Electrophilic Aromatic Substitution (EAS)

Introduction to EAS

  • Concept: Interaction of pi bonds with electrophiles, specific to aromatic systems.
  • Difference from Addition Reactions:
    • Aromatic systems prioritize maintaining aromaticity for stability.
    • Instead of an addition product, EAS results in a substitution where an electrophile replaces a hydrogen atom.

Generalized Reaction Mechanism

  • Example: Benzene interacting with an electrophile.
  • Steps:
    1. A pi bond in benzene interacts with an electrophile, leaving a carbocation (arenium ion intermediate).
    2. Arenium ion has three resonance structures with delocalized positive charge and pi electron density.
    3. Difference from Addition:
      • In EAS, the molecule (A-) extracts a proton, restoring aromaticity.
      • Forms a new pi bond, maintaining the aromatic ring's stability.
  • Thermodynamics:
    • Rate-determining step: Breaking aromaticity to form the arenium ion is endothermic and energetically unfavorable.
    • Restoring aromaticity by extracting a proton is energetically favorable.

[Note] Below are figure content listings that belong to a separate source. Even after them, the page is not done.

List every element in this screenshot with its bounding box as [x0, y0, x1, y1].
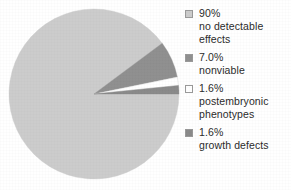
legend-item-postembryonic-phenotypes[interactable]: 1.6% postembryonic phenotypes	[185, 82, 291, 121]
legend-item-growth-defects[interactable]: 1.6% growth defects	[185, 126, 291, 152]
legend-label-nonviable: 7.0% nonviable	[199, 51, 245, 77]
chart-legend: 90% no detectable effects 7.0% nonviable…	[185, 7, 291, 183]
legend-swatch-nonviable	[185, 54, 193, 62]
pie-chart-figure: 90% no detectable effects 7.0% nonviable…	[0, 0, 291, 190]
legend-item-no-detectable-effects[interactable]: 90% no detectable effects	[185, 7, 291, 46]
legend-swatch-postembryonic-phenotypes	[185, 85, 193, 93]
pie-slices	[9, 9, 179, 179]
legend-swatch-no-detectable-effects	[185, 10, 193, 18]
pie-chart-plot	[0, 0, 188, 190]
pie-svg	[0, 0, 188, 190]
legend-swatch-growth-defects	[185, 129, 193, 137]
legend-label-growth-defects: 1.6% growth defects	[199, 126, 269, 152]
legend-label-postembryonic-phenotypes: 1.6% postembryonic phenotypes	[199, 82, 269, 121]
legend-label-no-detectable-effects: 90% no detectable effects	[199, 7, 263, 46]
legend-item-nonviable[interactable]: 7.0% nonviable	[185, 51, 291, 77]
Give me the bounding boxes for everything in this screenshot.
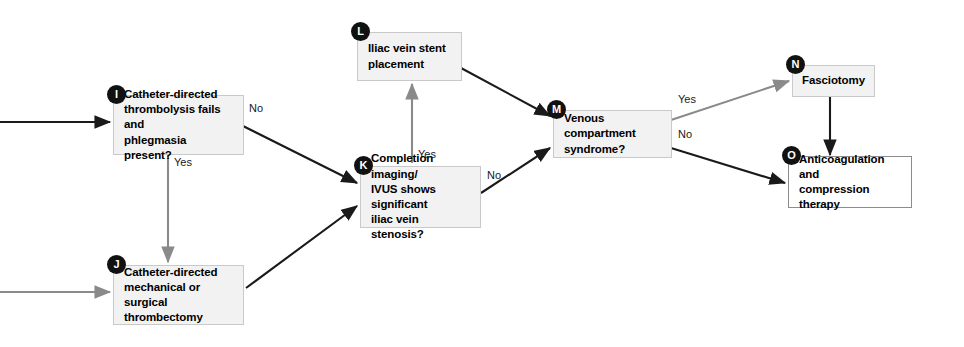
edge-label-K-yes: Yes — [418, 148, 436, 160]
node-badge-O: O — [782, 146, 801, 165]
node-badge-I: I — [107, 85, 126, 104]
node-badge-J: J — [107, 255, 126, 274]
node-I-label: Catheter-directed thrombolysis fails and… — [114, 87, 243, 163]
flowchart-canvas: I Catheter-directed thrombolysis fails a… — [0, 0, 964, 347]
node-J-label: Catheter-directed mechanical or surgical… — [114, 265, 243, 326]
edge-label-M-no: No — [678, 128, 692, 140]
node-K-label: Completion imaging/ IVUS shows significa… — [361, 151, 480, 242]
node-N-label: Fasciotomy — [793, 73, 874, 88]
edge-J-to-K — [246, 206, 357, 288]
node-M-label: Venous compartment syndrome? — [554, 111, 671, 157]
node-L[interactable]: L Iliac vein stent placement — [357, 32, 462, 81]
node-O-label: Anticoagulation and compression therapy — [789, 152, 911, 213]
edge-label-M-yes: Yes — [678, 93, 696, 105]
node-badge-K: K — [354, 156, 373, 175]
node-N[interactable]: N Fasciotomy — [792, 65, 875, 97]
node-badge-N: N — [786, 55, 805, 74]
node-L-label: Iliac vein stent placement — [358, 41, 454, 71]
edge-label-I-no: No — [249, 102, 263, 114]
edge-I-to-K — [243, 126, 357, 183]
node-badge-M: M — [547, 100, 566, 119]
edge-label-K-no: No — [487, 169, 501, 181]
node-K[interactable]: K Completion imaging/ IVUS shows signifi… — [360, 166, 481, 228]
edge-label-I-yes: Yes — [174, 156, 192, 168]
node-O[interactable]: O Anticoagulation and compression therap… — [788, 156, 912, 208]
node-badge-L: L — [351, 22, 370, 41]
node-J[interactable]: J Catheter-directed mechanical or surgic… — [113, 265, 244, 325]
edge-L-to-M — [461, 68, 550, 116]
edge-M-to-O — [671, 148, 785, 183]
node-I[interactable]: I Catheter-directed thrombolysis fails a… — [113, 95, 244, 155]
node-M[interactable]: M Venous compartment syndrome? — [553, 110, 672, 158]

Specific EAS Reaction: Halogenation

  • Example: Bromination of benzene.
  • Catalyst Requirement:
    • Needed to lower activation energy as benzene does not readily interact with bromine alone.
    • Catalyst Used: Lewis acid catalyst (iron tribromide).
      • Iron acts as an electron acceptor (Lewis acid).
      • Forms a catalytic complex with bromine, allowing interaction with benzene.
  • Mechanism:
    1. Pi bond in benzene interacts with bromine in the catalytic complex.
    2. Forms arenium ion intermediate.
    3. Bromide (Br-) extracts a proton, restores aromaticity, and forms HBr byproduct.
    4. Catalyst is regenerated, maintaining its role in the reaction.
  • Note on Chlorination: Mechanism identical to bromination, using chlorine and iron trichloride.

Conclusion

  • Generalized Mechanism Recap: Reflects the details in specific reactions like halogenation.
  • Importance of Catalyst: Essential for facilitating the reaction by lowering energy barriers.